EXERCISE DETAILS
Print the lines that start the entries and continue through the one holding "pyautogui.click(x=<x>, y=<y>)", please, exactly and with the pictures omitted.

DATASET CONTENT
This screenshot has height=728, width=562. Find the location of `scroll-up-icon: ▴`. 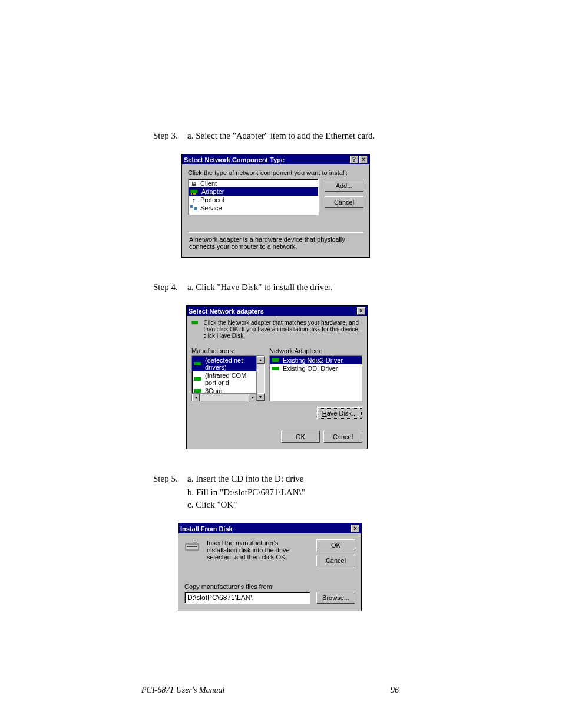

scroll-up-icon: ▴ is located at coordinates (260, 360).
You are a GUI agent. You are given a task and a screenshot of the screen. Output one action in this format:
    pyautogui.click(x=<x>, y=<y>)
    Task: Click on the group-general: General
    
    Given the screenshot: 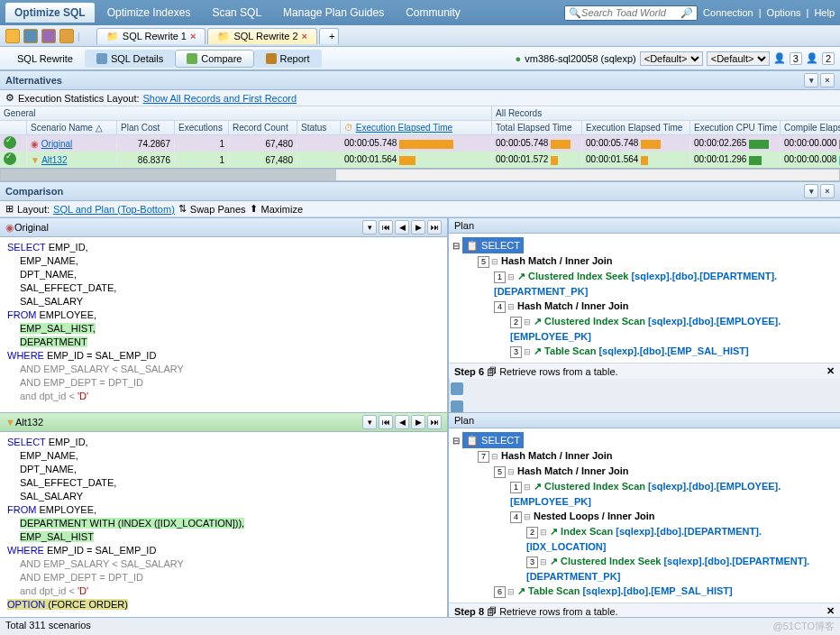 What is the action you would take?
    pyautogui.click(x=246, y=114)
    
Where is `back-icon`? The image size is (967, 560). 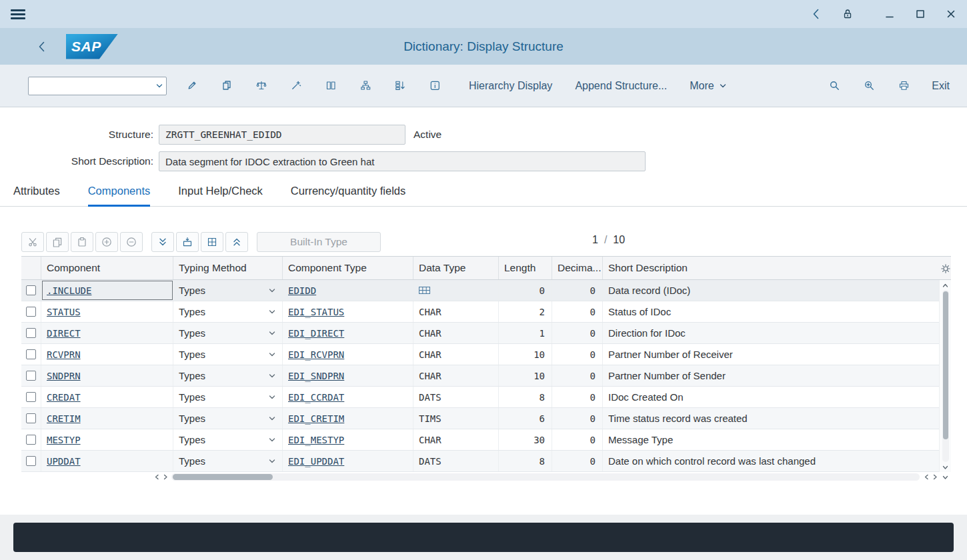
back-icon is located at coordinates (41, 47).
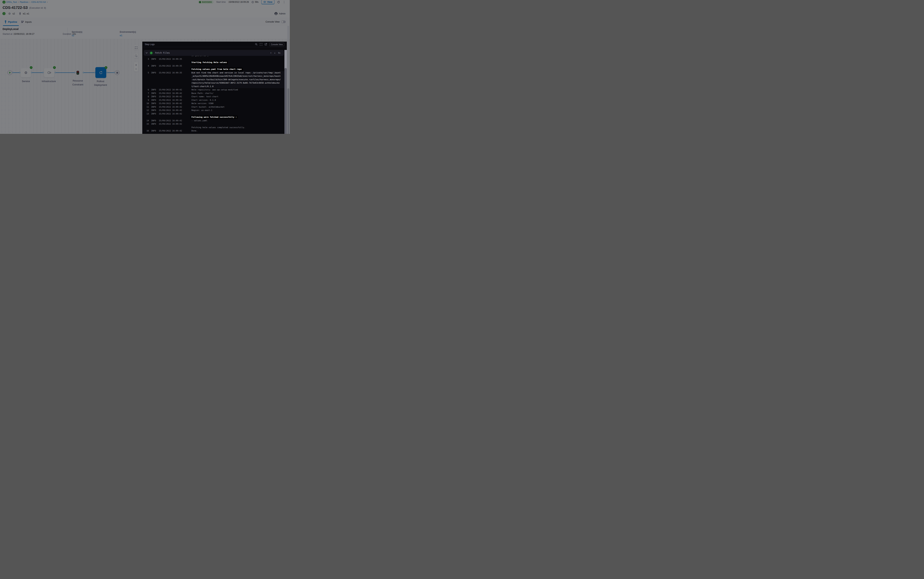 This screenshot has width=924, height=579. Describe the element at coordinates (117, 73) in the screenshot. I see `pipeline-end-node` at that location.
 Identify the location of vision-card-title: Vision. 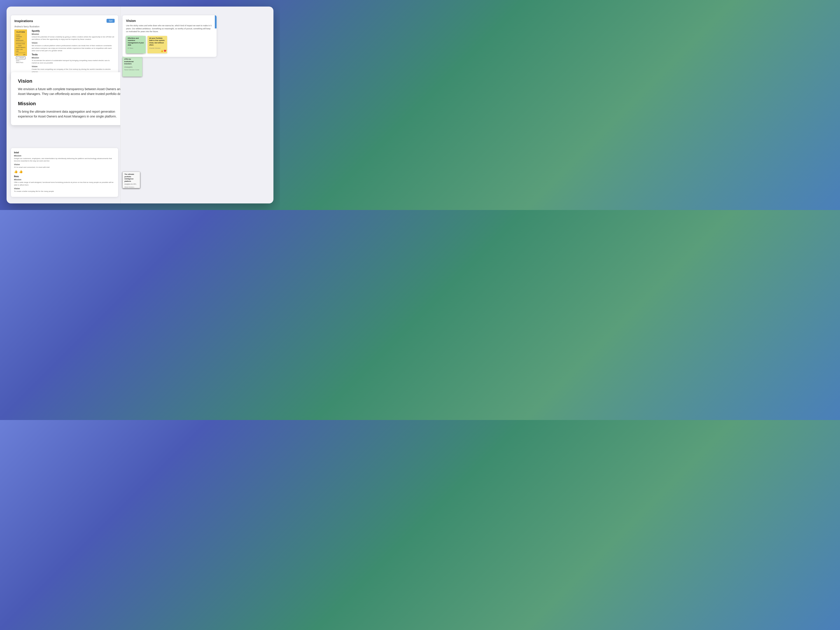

FINAL ANSWER
This screenshot has height=728, width=562. Find the location of `scroll-up-icon: ▴`. 

scroll-up-icon: ▴ is located at coordinates (260, 360).
You are a GUI agent. You are given a task and a screenshot of the screen. Output one action in this format:
    pyautogui.click(x=<x>, y=<y>)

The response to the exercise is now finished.